Barcelona’s HUIR circle this same inner weather on their new single, succinctly titled You. Ana Of The Head and David Solazo, a pair who formed the group just a few years ago, approach darkwave with the attitude of people who know storms well enough to walk straight into them.
You is a visceral exploration of inner struggle and personal healing. Synths surge, guitar lines cut across the air, percussion cracks like thunder rolling between buildings. The melody travels through the track like lightning splitting a night sky open. With an immersive atmosphere and lyrics charged with determination and power, the song moves through silence, confronts the wounds that shape us, and transforms vulnerability into strength. Huir builds tension with patience, letting the track breathe before the next charge lands. Ana’s voice carries a calm authority, gliding through the electronic current while Solazo’s guitar sends sparks across the rhythm.
The band digs into the emotional complexity of the self, navigating between coldness and passion until the song begins to feel like a private reckoning staged at full volume. That friction becomes the engine. Pain meets persistence; distance collides with desire.
The video, directed by Alex Francitorra and filmed at Groove Sabadell, expands that idea through movement. A cast of artists from the international darkwave community appear as living extensions of the track: SIIE, Emmon, Aux Animaux, Dlina Volny, Carrellee, R.Missing, and Night In Athens. Each performer translates the song’s emotional push through gesture and motion, turning the screen into a gathering of kindred spirits who understand that healing often begins by stepping directly into the storm.
Watch below:
Listen to You below and order the single here. You can pre-order States of Lighthere.
HUIR formed in June 2022 and quickly moved from rehearsal rooms to the studio. By April 2023 they had recorded their debut EP, Triumphal Arch Lovers, released through the German label Cold Transmission Music. The record was produced, mixed, and mastered by Maurizio Baggio (Boy Harsher, The Soft Moon) at La Distilleria in Italy.

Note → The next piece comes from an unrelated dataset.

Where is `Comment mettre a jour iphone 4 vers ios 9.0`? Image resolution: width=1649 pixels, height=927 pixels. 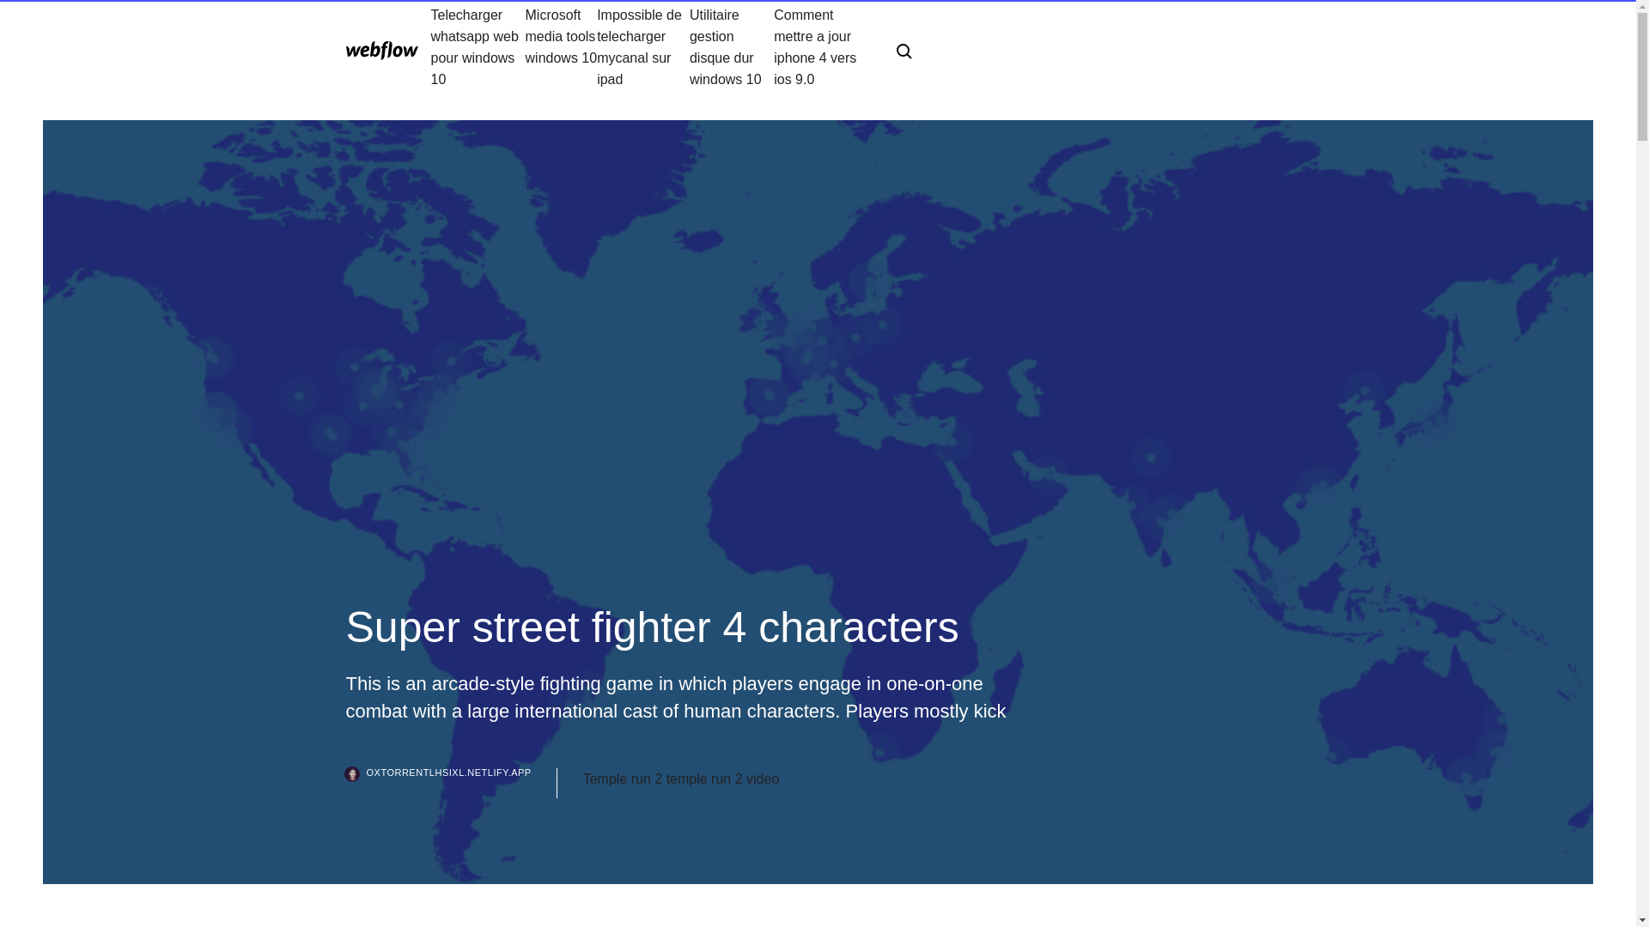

In February 2025, the band followed with a remix EP featuring reinterpretations by The KVB, Buzz Kull, R. Missing, and Fragrance, once again mastered by Baggio. Two months later, HUIR returned to Italy to record their second EP, States of Light, which they will present live across Europe from October 2025 into 2026. Along the way, HUIR have shared the stage with influential acts such as Chameleons and Lebanon Hanover
Their growing live presence has taken them to festivals and venues including Primavera Sound, Ombra Festival, and several dates in Germany, such as Cold Transmission Label Night, Cold Temple Festival, Eastside Open Festival, and Cold Hearted Festival, alongside appearances at Barcelona’s Cruïlla Festival.